Galwan Valley incident: Border clashes between India and China left relationship profoundly disturbed, says MEA S Jaishankar

Tensions had escalated manifold between India and China after the Galwan Valley clashes in eastern Ladakh on June 15.

Galwan Valley incident: Border clashes between India and China left relationship profoundly disturbed, says MEA S Jaishankar

The violent clashes on the India-China border in June had a very deep public and major political impact and has left the relationship "profoundly disturbed", External Affairs Minister S Jaishankar said on Friday.

Tensions had escalated manifold between India and China after the Galwan Valley clashes in eastern Ladakh on June 15 in which 20 Indian Army personnel were killed. The Chinese People's Liberation Army also suffered an unspecified number of casualties.
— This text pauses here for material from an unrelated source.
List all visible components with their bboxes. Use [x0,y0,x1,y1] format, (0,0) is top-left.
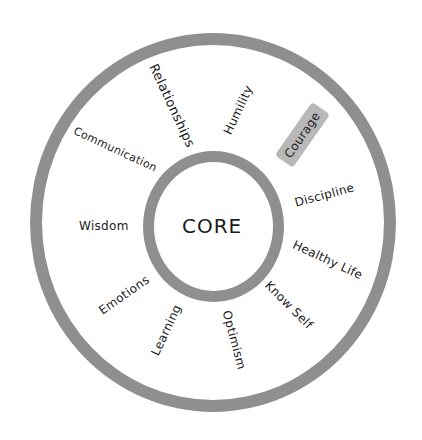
item-wisdom: Wisdom [79,219,129,233]
core-values-diagram: CORE Relationships Humility Courage Disc… [0,0,422,440]
core-label: CORE [182,214,242,238]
Jaishankar, speaking at a virtual event hosted by the Asia Society, said that India has built the relationship with China over the course of last 30 years "and a basis for building that relationship has been peace and tranquillity along the Line of Actual Control".

He said there are multiple agreements, starting from 1993, which created the framework for that peace and tranquillity, which limited the military forces that came to the border areas, how to manage the border, how border troops behave when they approach each other.

"So, from the conceptual level down to the behavioural level, there was an entire sort of framework out there. Now, what we saw this year was a departure from this entire series of agreements. The massing of a large number of Chinese forces on the border was clearly contrary to all of this. And when you had friction point which was a large number of troops at different points very close to each other, then something tragic like what happened on 15th of June happened," he said.

"To underline the enormity of that, it was the first military casualty we had after 1975. So what it has done is, it has obviously had a very deep public impact, very major political impact and it has left the relationship profoundly disturbed," Jaishankar said.

The Galwan incident was the first military casualty after 1975 at the LAC between India and China. The build-up by the Chinese started in the month of May and since then they are present in the area. 

When asked about the reason for Chinese aggressiveness with India at the LAC, the Jaishankar said, "I haven't frankly got any reasonable explanation that I can tell from them on the matter". He highlighted, "Large number of troops with weapons concentrated at that segment of border.. and it is a critical security challenge we face."

Jaishankar said that apart from the Wuhan Summit in April 2018, there was a similar summit in Chennai in 2019 and the idea of the summit was that Prime Minister Narendra Modi and President Xi Jinping spend time, talk to each other directly about their concerns. "What happened this year of course was a very sharp departure. Now it's not just a sharp departure from the conversation, it's a sharp departure over a course of relationship over 30 years," he said.

Both Indian and Chinese foreign and defence ministers met each other in September, and since then two corps commanders meet has taken place to defuse the tensions at LAC.

In the special Asia Society Policy Institute (ASPI) event, Jaishankar was in conversation with ASPI President Kevin Rudd, a former Australian prime minister.